Wednesday, February 16, 2011

Day 21 - HTTP handler vs. content phase handler

I hope you have been able to handle the suspense. So, there are basically two ways to register your handler for a HTTP request and the two ways are very different.

Way one is the most common: you want your code to run as soon as you use a certain directive in the configuration of a certain location. And as soon as you use it you want your code to run and no other code... To do so, all you have to do is to copy/paste/adapt from ngx_http_flv_module.c:
static ngx_command_t ngx_http_flv_commands[] = {

{ ngx_string("flv"),
NGX_HTTP_LOC_CONF|NGX_CONF_NOARGS,
ngx_http_flv,
0,
0,
NULL },

ngx_null_command
};
[...]
static char *
ngx_http_flv(ngx_conf_t *cf, ngx_command_t *cmd, void *conf)
{
ngx_http_core_loc_conf_t *clcf;

clcf = ngx_http_conf_get_module_loc_conf(cf, ngx_http_core_module);
clcf->handler = ngx_http_flv_handler; /* this is your specific handler */

return NGX_CONF_OK;
}
The good thing is that nginx will handle most of the plumbing: parsing the location configuration, figuring out which requests match this location and run the appropriate handler for those who do.

Way two is more complicated but can let you do things you never dreamt of. You add an extra handler for the NGX_HTTP_CONTENT_PHASE. The idea here is to use the postconfiguration field of your module definition structure. Here is an example from ngx_http_autoindex_module.c:
static ngx_http_module_t ngx_http_autoindex_module_ctx = {
NULL, /* preconfiguration */
ngx_http_autoindex_init, /* postconfiguration */

NULL, /* create main configuration */
NULL, /* init main configuration */

NULL, /* create server configuration */
NULL, /* merge server configuration */

ngx_http_autoindex_create_loc_conf, /* create location configration */
ngx_http_autoindex_merge_loc_conf /* merge location configration */
};
[...]
static ngx_int_t
ngx_http_autoindex_init(ngx_conf_t *cf)
{
ngx_http_handler_pt *h;
ngx_http_core_main_conf_t *cmcf;

cmcf = ngx_http_conf_get_module_main_conf(cf, ngx_http_core_module);

h = ngx_array_push(&cmcf->phases[NGX_HTTP_CONTENT_PHASE].handlers);
if (h == NULL) {
return NGX_ERROR;
}

*h = ngx_http_autoindex_handler;

return NGX_OK;
}
The main advantage is that you get a chance to act on each request, not just the ones corresponding to a configuration you explicitly configured to do so. But, as you know from another crappy blockbuster "with great power comes great responsibility". So, you want to be careful with this. In particular, remember that you should politely NGX_DECLINED if you don't want your handler to run for a given request and that "other" modules might decide to handle the request before you. And if they do, you won't get your chance. So, at the end of the day, it's the order in which you specify modules in the config that will decide who has highest priority. That's what Igor means in auto/modules circa line 86 when he comments "# the module order is important".

Now that we know at least two ways of doing things, all we have to do is to decide which one we should use. I went for "Way one" because I think we want this to be enabled only on certain locations and when enabled the RRD module should take precedence over everything else.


## Exercise instructions:
Report only the number of lines that contain the string "step" in the records below.

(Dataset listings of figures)
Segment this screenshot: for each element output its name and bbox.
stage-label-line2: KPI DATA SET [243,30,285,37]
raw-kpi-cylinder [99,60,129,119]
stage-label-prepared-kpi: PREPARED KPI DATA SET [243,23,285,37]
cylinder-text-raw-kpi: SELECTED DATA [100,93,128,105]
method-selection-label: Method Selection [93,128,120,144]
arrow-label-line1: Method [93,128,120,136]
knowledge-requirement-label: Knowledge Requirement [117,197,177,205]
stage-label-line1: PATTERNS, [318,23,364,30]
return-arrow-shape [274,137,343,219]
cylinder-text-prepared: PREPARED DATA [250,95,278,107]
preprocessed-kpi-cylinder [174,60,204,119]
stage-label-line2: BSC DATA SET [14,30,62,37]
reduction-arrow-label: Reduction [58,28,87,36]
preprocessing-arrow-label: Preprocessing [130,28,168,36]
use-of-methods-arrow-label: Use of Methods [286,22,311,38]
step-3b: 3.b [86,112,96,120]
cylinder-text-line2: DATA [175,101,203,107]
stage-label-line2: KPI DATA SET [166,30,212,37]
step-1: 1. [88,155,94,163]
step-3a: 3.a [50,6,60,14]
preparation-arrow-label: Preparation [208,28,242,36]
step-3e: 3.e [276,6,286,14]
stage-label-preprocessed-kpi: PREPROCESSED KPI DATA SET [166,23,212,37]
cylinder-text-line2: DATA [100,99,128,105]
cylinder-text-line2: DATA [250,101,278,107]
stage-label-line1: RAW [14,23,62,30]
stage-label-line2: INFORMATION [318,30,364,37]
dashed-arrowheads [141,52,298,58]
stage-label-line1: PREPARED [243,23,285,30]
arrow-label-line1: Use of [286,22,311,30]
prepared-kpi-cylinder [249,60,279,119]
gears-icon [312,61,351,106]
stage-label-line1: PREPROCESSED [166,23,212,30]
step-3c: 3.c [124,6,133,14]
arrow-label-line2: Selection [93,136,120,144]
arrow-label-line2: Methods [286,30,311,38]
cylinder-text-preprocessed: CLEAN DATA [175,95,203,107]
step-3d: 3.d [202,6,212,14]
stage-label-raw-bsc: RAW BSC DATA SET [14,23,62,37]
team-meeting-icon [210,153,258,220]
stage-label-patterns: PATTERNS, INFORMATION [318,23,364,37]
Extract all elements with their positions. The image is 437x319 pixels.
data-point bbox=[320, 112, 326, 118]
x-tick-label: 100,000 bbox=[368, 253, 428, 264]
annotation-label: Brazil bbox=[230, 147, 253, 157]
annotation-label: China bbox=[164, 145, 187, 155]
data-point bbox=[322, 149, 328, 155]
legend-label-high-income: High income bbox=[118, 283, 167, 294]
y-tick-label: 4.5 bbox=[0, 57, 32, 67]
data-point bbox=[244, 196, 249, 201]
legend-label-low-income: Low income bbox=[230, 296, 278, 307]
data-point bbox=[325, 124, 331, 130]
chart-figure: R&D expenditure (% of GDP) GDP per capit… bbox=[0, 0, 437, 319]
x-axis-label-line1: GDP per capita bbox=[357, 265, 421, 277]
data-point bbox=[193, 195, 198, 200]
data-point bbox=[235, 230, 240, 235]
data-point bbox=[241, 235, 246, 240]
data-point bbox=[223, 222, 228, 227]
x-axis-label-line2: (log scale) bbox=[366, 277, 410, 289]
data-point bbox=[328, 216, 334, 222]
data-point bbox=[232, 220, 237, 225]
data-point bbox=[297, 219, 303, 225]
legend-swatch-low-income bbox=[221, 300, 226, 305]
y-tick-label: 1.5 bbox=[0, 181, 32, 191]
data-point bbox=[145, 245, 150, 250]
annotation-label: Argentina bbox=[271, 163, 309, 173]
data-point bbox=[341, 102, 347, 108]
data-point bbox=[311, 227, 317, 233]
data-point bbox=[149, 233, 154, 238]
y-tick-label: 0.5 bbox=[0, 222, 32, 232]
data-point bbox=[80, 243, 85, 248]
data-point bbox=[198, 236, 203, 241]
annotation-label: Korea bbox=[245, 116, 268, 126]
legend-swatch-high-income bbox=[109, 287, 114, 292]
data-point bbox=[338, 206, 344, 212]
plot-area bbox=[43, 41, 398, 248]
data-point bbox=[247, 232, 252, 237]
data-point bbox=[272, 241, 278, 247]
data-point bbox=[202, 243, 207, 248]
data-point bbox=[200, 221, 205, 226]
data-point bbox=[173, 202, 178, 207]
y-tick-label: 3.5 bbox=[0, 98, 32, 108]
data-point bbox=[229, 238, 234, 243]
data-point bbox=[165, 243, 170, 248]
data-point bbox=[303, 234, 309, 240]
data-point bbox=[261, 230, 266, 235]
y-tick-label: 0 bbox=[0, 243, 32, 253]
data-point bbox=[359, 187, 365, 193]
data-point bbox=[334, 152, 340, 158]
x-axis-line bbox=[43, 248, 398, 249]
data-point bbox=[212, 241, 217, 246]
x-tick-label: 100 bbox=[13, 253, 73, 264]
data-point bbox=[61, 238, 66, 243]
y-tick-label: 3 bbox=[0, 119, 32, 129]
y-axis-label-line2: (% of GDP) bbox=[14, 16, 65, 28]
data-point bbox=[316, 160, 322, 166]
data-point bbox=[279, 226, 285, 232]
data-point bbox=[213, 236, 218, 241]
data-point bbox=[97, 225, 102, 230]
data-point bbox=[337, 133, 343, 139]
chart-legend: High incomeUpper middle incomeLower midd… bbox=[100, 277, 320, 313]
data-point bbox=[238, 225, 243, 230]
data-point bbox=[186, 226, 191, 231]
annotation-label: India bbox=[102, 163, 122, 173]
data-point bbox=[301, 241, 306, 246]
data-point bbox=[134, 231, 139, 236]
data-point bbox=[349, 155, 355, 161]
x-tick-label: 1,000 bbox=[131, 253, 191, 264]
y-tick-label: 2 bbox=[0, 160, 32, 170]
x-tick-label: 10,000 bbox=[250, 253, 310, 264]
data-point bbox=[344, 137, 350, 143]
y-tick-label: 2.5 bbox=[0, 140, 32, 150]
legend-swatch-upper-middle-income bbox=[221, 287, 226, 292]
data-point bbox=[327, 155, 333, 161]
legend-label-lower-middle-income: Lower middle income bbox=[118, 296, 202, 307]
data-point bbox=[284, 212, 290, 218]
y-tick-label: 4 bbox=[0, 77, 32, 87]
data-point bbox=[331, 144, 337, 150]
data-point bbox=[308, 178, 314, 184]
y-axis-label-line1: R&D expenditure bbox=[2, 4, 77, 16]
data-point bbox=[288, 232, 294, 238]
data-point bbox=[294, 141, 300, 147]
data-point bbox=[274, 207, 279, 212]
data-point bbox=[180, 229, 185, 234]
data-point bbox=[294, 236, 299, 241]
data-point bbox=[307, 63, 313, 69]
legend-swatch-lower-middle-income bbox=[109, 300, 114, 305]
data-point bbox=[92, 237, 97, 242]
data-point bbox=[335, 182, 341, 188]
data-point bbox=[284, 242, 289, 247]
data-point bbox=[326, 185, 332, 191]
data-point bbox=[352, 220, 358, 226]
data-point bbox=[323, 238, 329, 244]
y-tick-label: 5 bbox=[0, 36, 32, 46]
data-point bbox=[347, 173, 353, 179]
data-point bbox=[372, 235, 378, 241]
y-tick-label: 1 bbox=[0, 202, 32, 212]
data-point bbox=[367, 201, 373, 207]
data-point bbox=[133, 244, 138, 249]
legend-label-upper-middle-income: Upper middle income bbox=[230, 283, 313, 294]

## Answer to the exercise:
6